Q. If corporations are less profitable, doesn't this mean that they will stop qualifying for outside investment, less corporations will be created and no innovation will occur?

The decrease in profits would affect all companies selling high-end products equally. Expectations for the possible return on investing in a new company would decrease, so companies would just have a different standard of profitability to qualify for loans. Good products would still exist as well as potential for innovation, although there would be more competition based on price and less on quality due to consumers who made the decision to work less and spend less money.

Q. Making US corporations less profitable means that China wins.

The decrease in profits would occur for all corporations, not just ones in the United States. Although China doesn't really have any famous brands because Chinese businesses tend to try to compete on price (and attempts to establish Chinese brands have generally failed), the rich in China and nearby countries place a high value in brands, especially Western brands.

So as bad as it might sound, the US would continue to buy goods from China at a cheap price, while selling expensive luxury products to China's rich. If people in the US worked less then GDP would go down compared to China, but GDP has never measured the economic value of many types of activities or the utility of free time.

Q. What about jobs that wouldn't work well with this concept, like a security guard?

They would probably remain on the salary system. However, it might be useful to use this system if working less than full time becomes popular enough that jobs that require 40 hours per week don't get enough job applicants. If, for example, security guards at a certain company worked 30 hours per week using this work concept, in an emergency the company could request someone to work 40 hours without being an unreasonable imposition on their lifestyle. It's less likely that someone on a salary for 30 hours per week would be willing to accept more hours without any compensation, and as described in the previous post working any less than the 'reasonable physical limit' of 40 hours per week is just not stable with the normal wage-and-overtime system.
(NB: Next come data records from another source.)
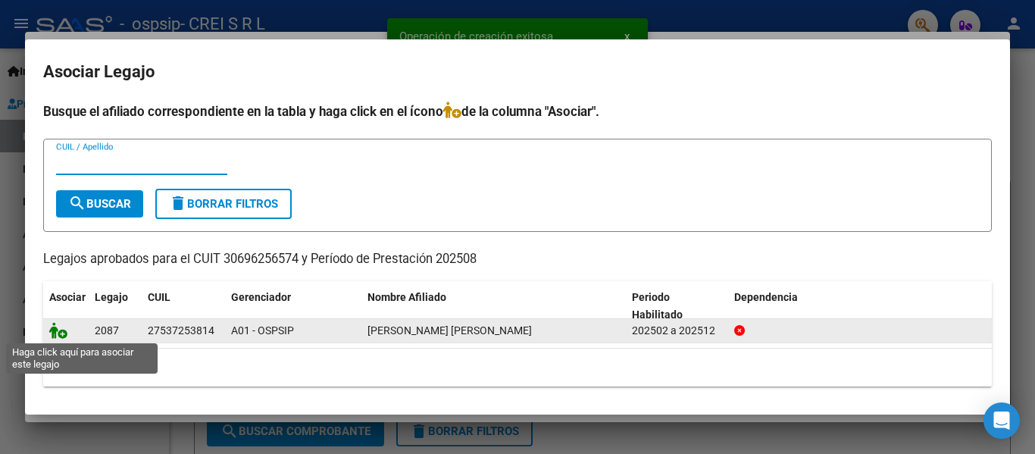 The width and height of the screenshot is (1035, 454). I want to click on span: Legajo, so click(111, 297).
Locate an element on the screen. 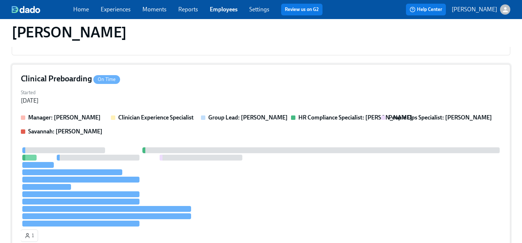 The image size is (522, 243). span: 1 is located at coordinates (29, 236).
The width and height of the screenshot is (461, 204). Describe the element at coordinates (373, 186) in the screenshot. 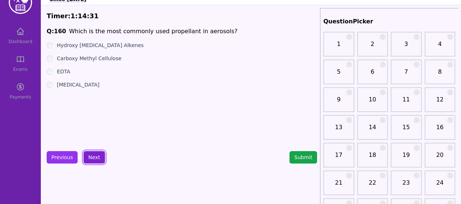

I see `a: 22` at that location.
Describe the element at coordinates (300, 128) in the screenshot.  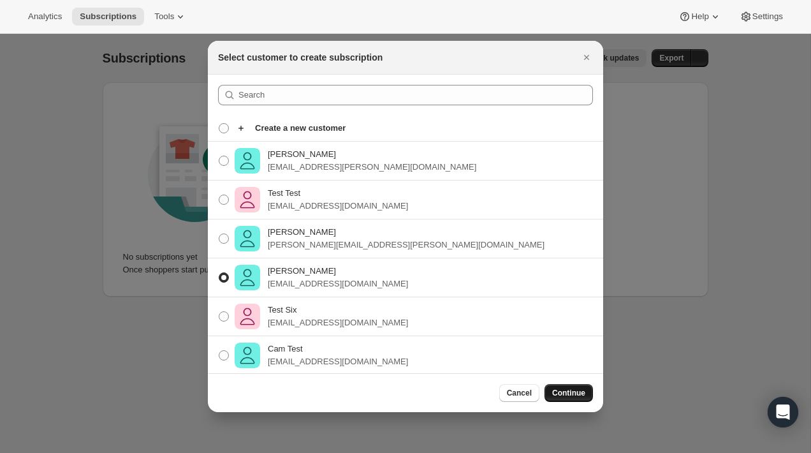
I see `p: Create a new customer` at that location.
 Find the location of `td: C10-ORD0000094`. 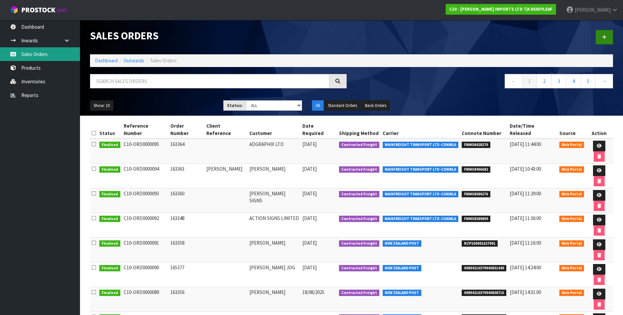

td: C10-ORD0000094 is located at coordinates (145, 176).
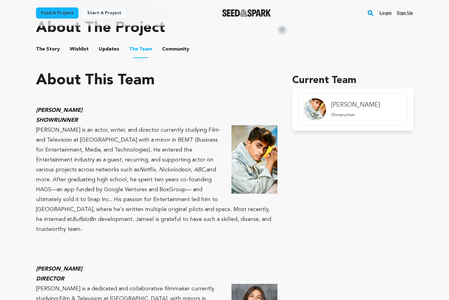  What do you see at coordinates (254, 160) in the screenshot?
I see `img: 1758090505-Main%20Headshot.jpg` at bounding box center [254, 160].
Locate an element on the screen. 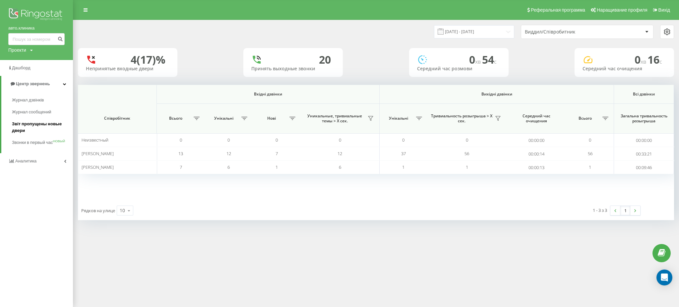 The image size is (679, 307). font: 16 is located at coordinates (654, 59).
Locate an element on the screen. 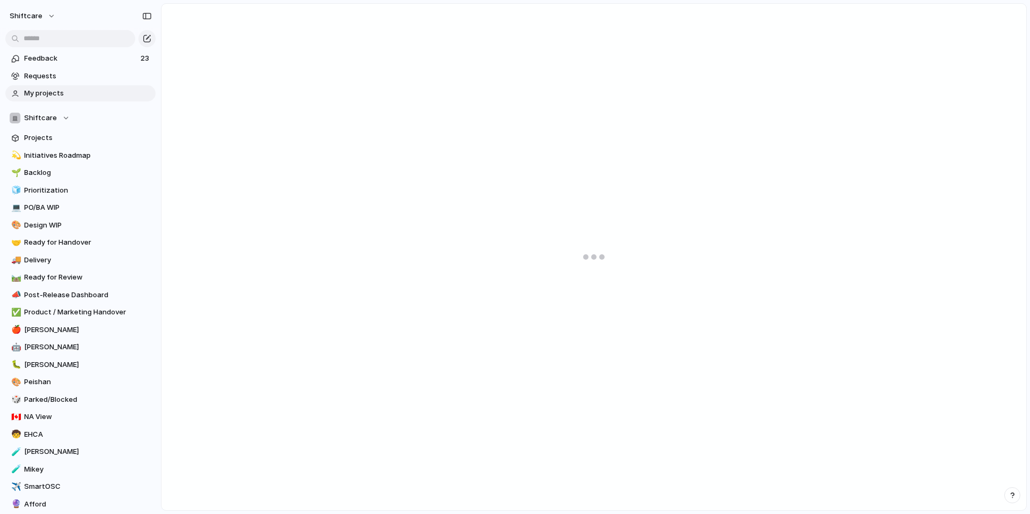 The width and height of the screenshot is (1030, 514). div: 🇨🇦NA View is located at coordinates (80, 417).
Q. Someone making $50,000 per year currently is getting $50,000 worth of utility when they spend it. Why should they or anyone else expect prices to go down so they can get more value than what the free market dictates?
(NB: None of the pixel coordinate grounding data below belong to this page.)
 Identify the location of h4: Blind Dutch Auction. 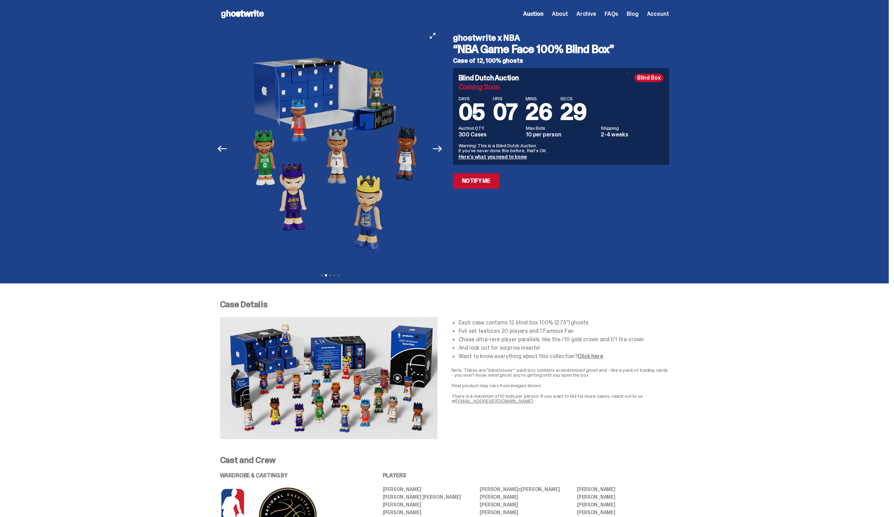
(489, 78).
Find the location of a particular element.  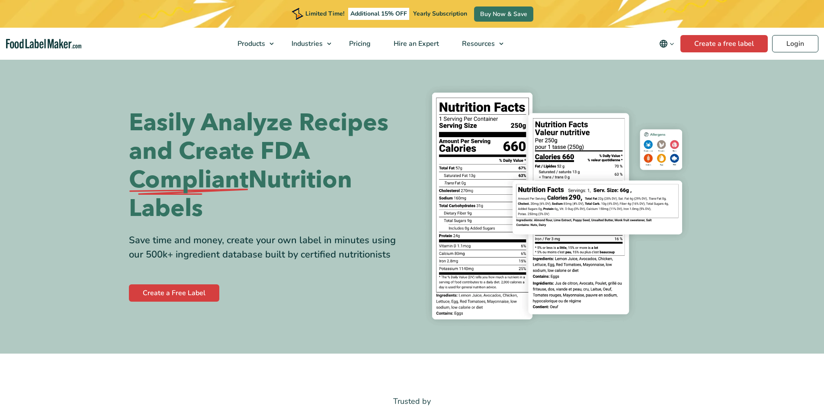

button: Change language is located at coordinates (667, 44).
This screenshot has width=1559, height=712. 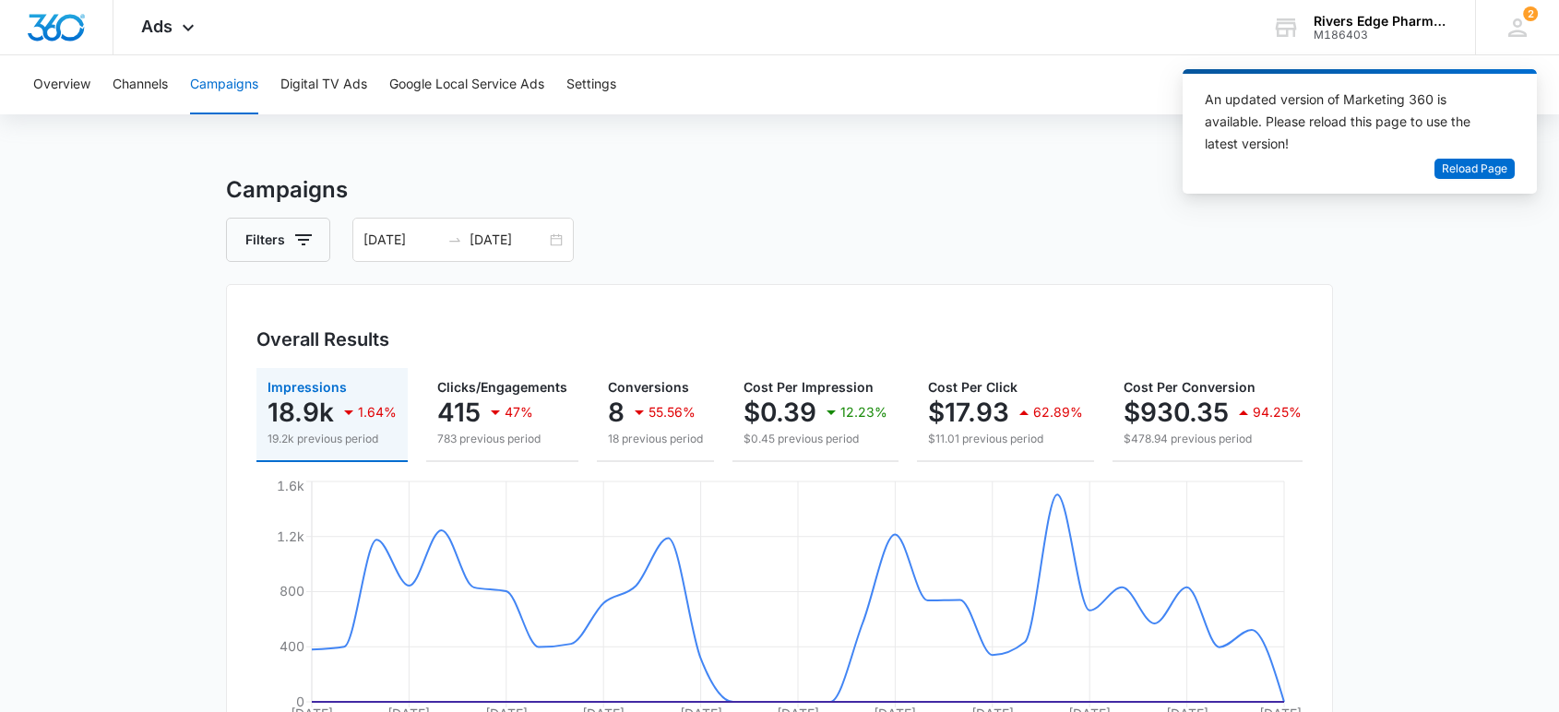 I want to click on span: Reload Page, so click(x=1474, y=169).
The reason why this concept can work is that there is an oversupply of labor due to the assumption that by working as much as possible and increasing the nation's GDP, this will eventually lead to a resolution of economic problems such as unemployment, poverty, and inequality. This distorts the demand for goods to the point where spending money is seen as a goal for its own sake, and the question is just one of how to maximize benefit for a given amount that is spent. This leads not only to goods that are meant to signal one's ability to discern quality and social benefit, such as organic foods and most of Apple Inc.'s product line, but also to the pursuit of experiences that cannot be obtained elsewhere, no matter how ephemeral they may be.

These things (signals that indicate competence, and experiences) do not have a value intrinsically related to their cost, and therefore it's very reasonable to expect that someone could gain the same utility if they chose to work and earn less or if the market price of these things decreased, as would happen if people were less willing to supply the work needed to pay for these things at their current prices.
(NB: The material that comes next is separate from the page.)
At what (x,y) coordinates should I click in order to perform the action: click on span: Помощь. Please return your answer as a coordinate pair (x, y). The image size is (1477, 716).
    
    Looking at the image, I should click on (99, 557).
Q. Why not just make performance relate more to compensation, and take advantage of possible efficiency gains that way without anyone working less?

Because society refuses to support those who, due to avoidable or unavoidable circumstances, are not able to get a job either in normal economic circumstances or unusual ones. While it may be possible for anyone in society to survive given the options available, there are other goals which may seem difficult or impossible to accomplish without a reliable monthly income. When society is unwilling to allow government to make up for a jobs deficit from private commerce, higher worker productivity is a direct cause of unemployment.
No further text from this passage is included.